Monday, November 10, 2014

A needful defense


From: vaproto@optonline.net

To all:

Yesterday I had one of those "moments" in which one sees rather clearly a great issue which is seldom addressed by those who defend the South and her heritage. As I was speaking to one of the ladies at my club, she opined that had the South prevailed in the "Civil War" (sic), slavery would still exist! Of course, I did the best to counter this, especially noting that it was the South who had — before the rise of radical abolitionism in the North — a preponderance of emancipation groups, the North either being uninterested in the matter or preferring the profit it gained from the Triangle trade. I also pointed out the nature of that trade and which section of the country ran it.

But, as you all know too well, any response to such a complex subject often loses its force simply because it is itself too complex for the person you are trying to inform to grasp. Then I remembered a movie from years ago about what would have happened had the South won its war. I believe that a "promo shot" showed astronauts landing on the moon and placing on that body (of all things!) the battle flag! In that film, naturally, slavery was still around as a sort of skeleton at the banquet.

We MUST counter and defeat the idea not just that slavery was the reason for the war, but that had the South won the war, slavery would still be with us. And while it is very useful to show the anti-black bias of the North (the idea of the honorable and Christian Yankee going to war to free his black brothers is not only wrong but somewhat nauseating!) what we need to do is concentrate on the South's efforts to end slavery while making such plans as would be needed to transition blacks from servitude to freedom. It is obvious that had emancipation   been permitted to proceed in the South, our present race relations would be far different than they are at present — something else that testifies on our behalf.

As long as the idea that slavery would have remained had the South triumphed, we will make little headway in our efforts to bring to light the crimes committed against the people of the South and what that all means for us today. There is an underlying attitude among those who take any interest at all in this subject (and who are not with us) that whatever was inflicted on the South was deserved not only because slavery existed there but because it would have continued to exist had not the North won the war.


Exercise objective »
Print the entries verbatim, leaving out the images they contain.

The records »
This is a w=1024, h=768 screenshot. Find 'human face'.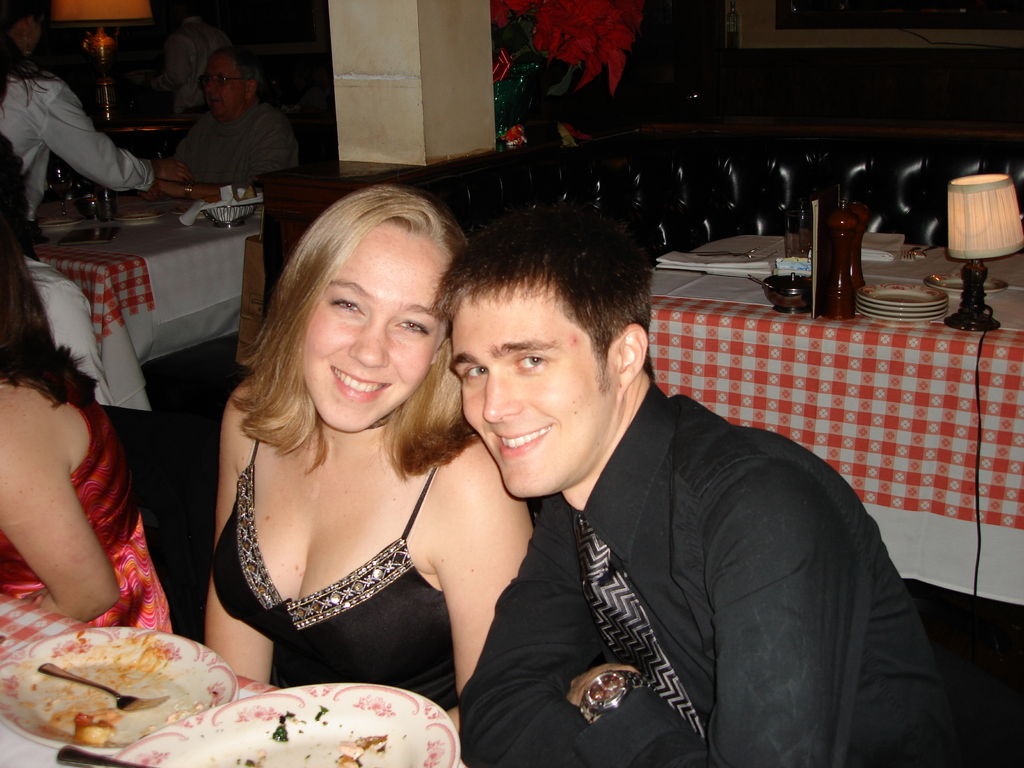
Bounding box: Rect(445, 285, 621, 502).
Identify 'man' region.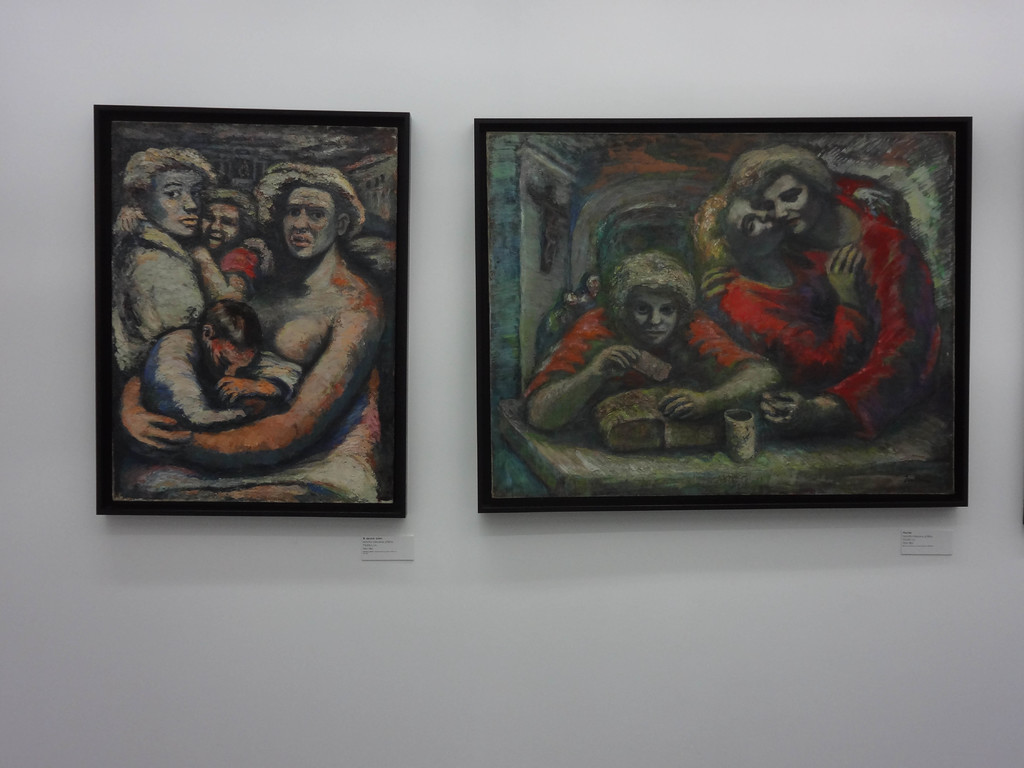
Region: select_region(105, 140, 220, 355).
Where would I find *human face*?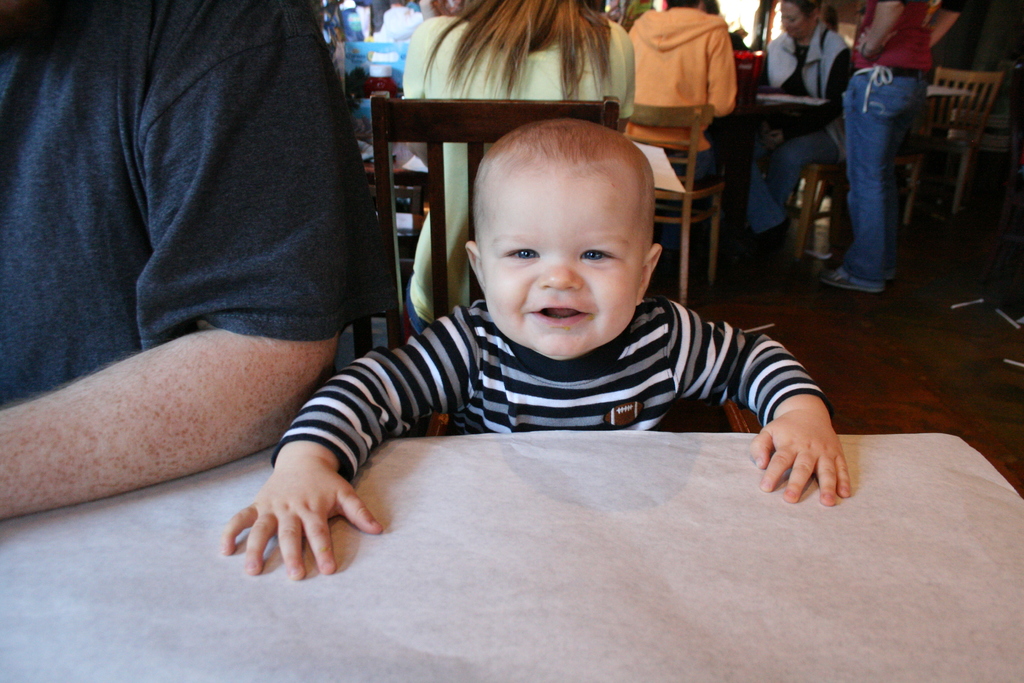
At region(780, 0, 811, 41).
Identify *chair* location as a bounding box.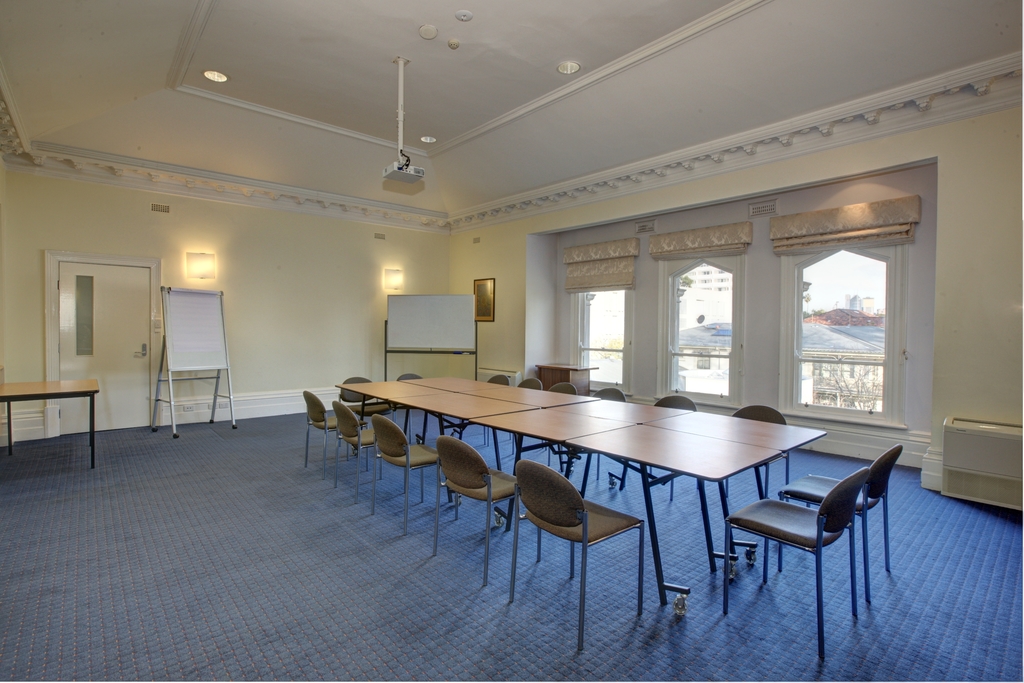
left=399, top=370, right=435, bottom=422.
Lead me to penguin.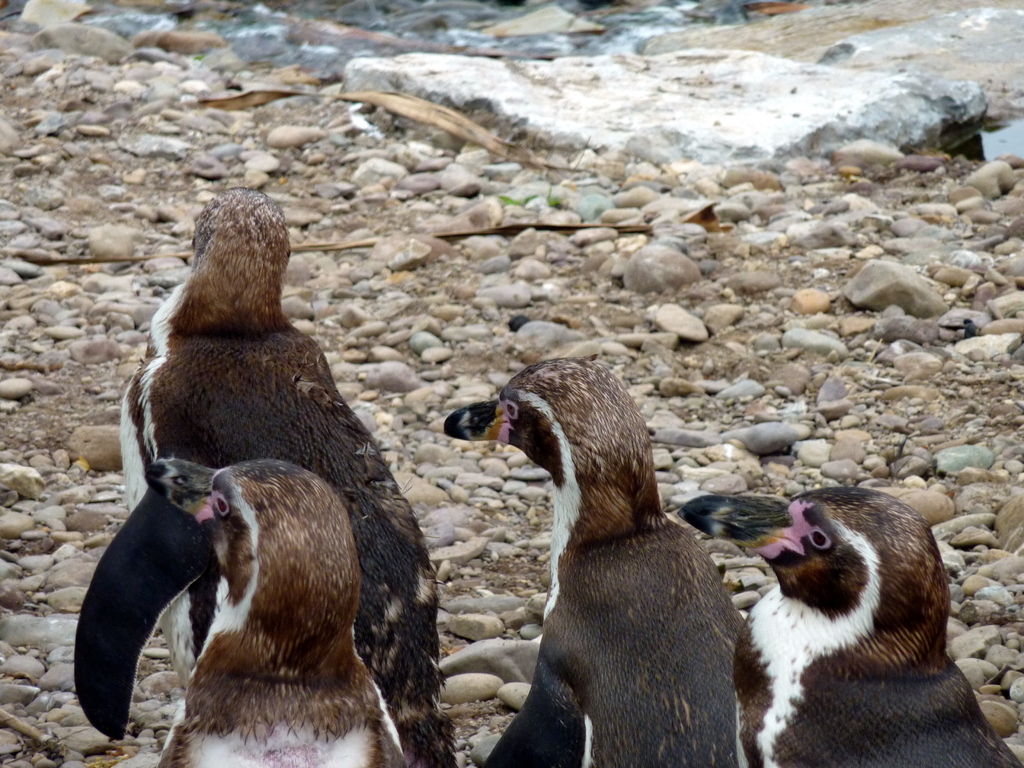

Task response »
This is a w=1024, h=768 screenshot. Find 'human face'.
Bounding box: Rect(445, 285, 621, 502).
Identify 'man' region.
Region: select_region(105, 140, 220, 355).
Where would I find *human face*?
At region(780, 0, 811, 41).
Identify *chair* location as a bounding box.
left=399, top=370, right=435, bottom=422.
Lead me to penguin.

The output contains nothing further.